INFORMATION Start Marker
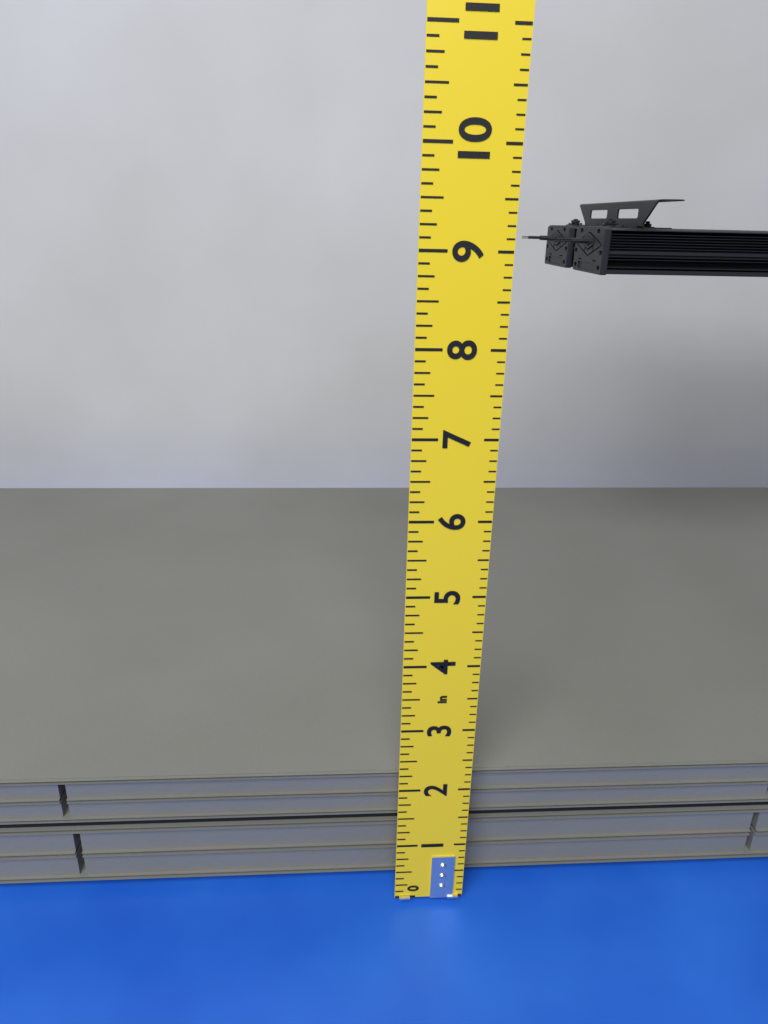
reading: 2.000 in
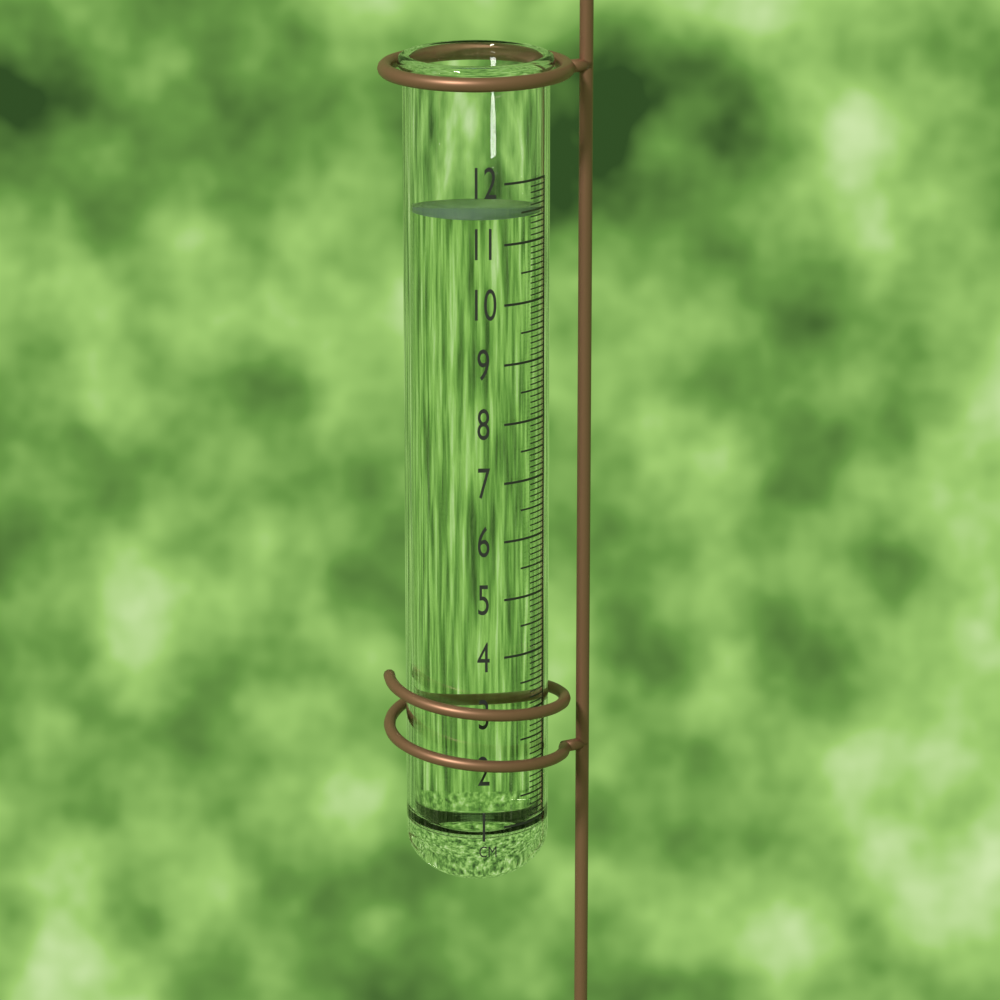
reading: 11.5 cm
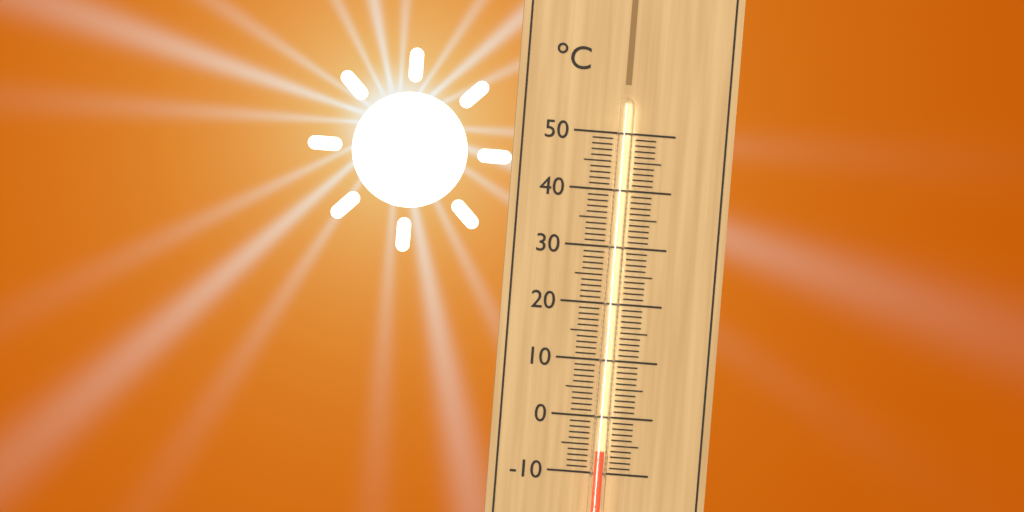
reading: -6 °C
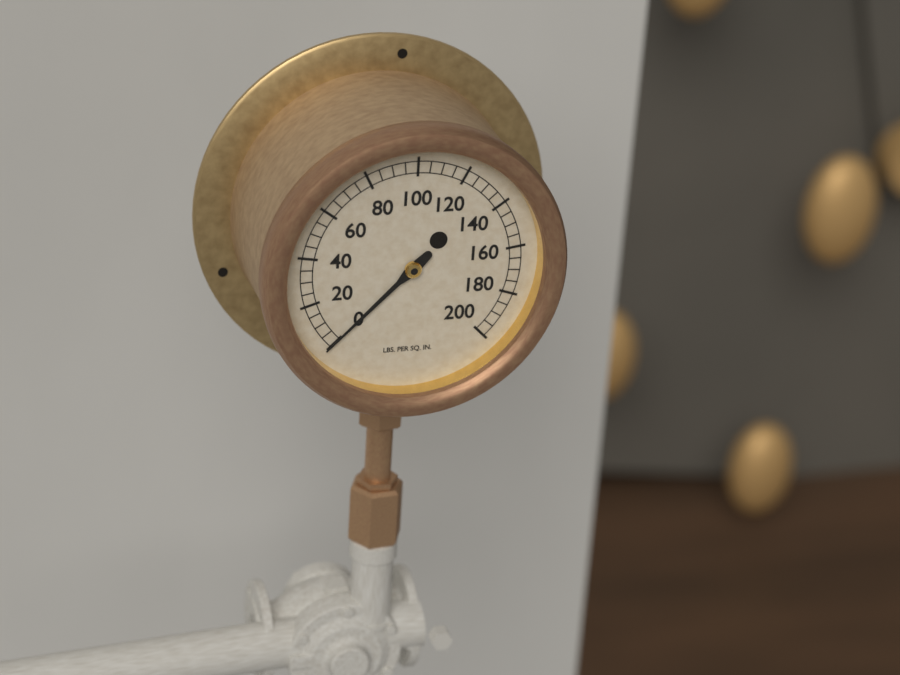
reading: 0 psi
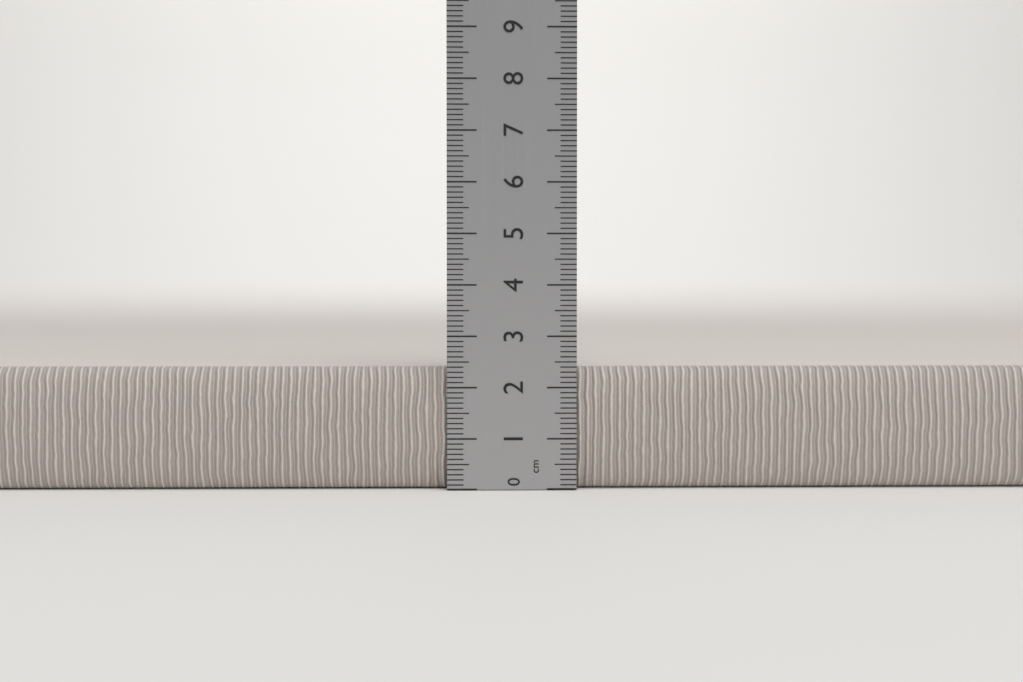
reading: 2.4 cm
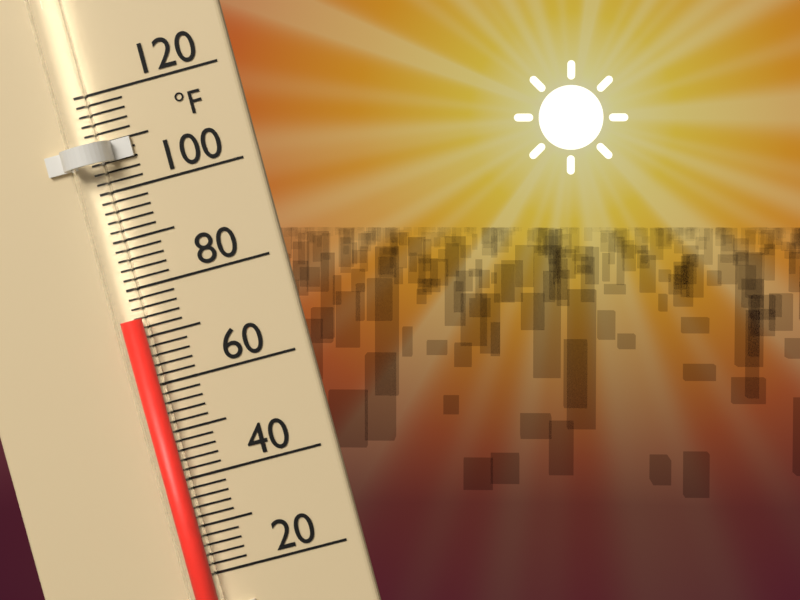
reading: 74 °F
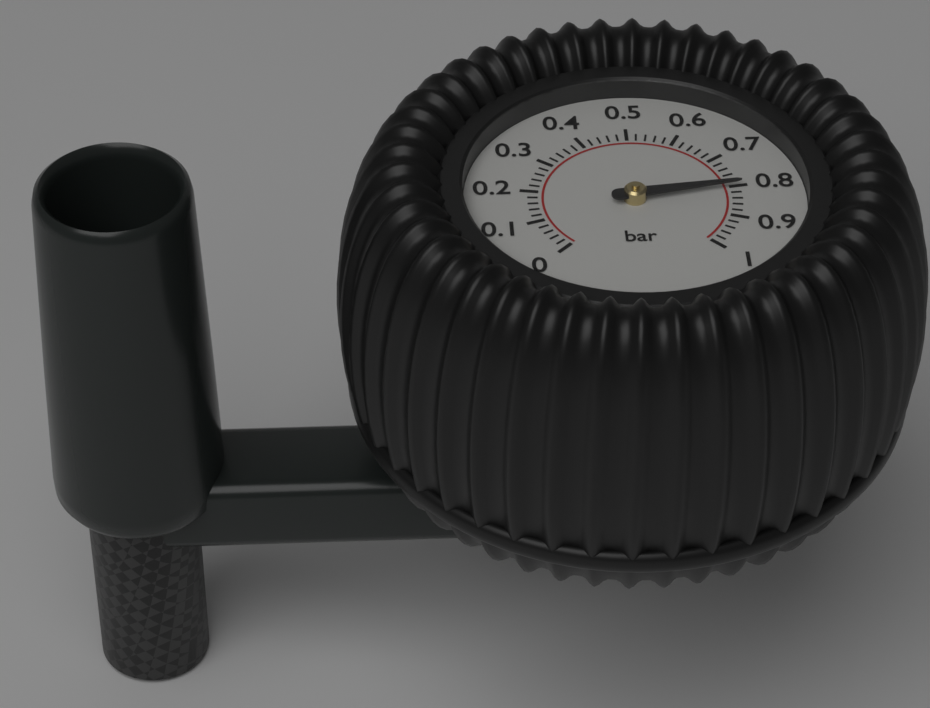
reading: 0.80 bar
INFORMATION End Marker
### WHAT TO DO:
An exact repetition of the listing is needed, with the pictures dropped.

### ANSWER BOX:
reading: 2.000 in
reading: 11.5 cm
reading: -6 °C
reading: 0 psi
reading: 2.4 cm
reading: 74 °F
reading: 0.80 bar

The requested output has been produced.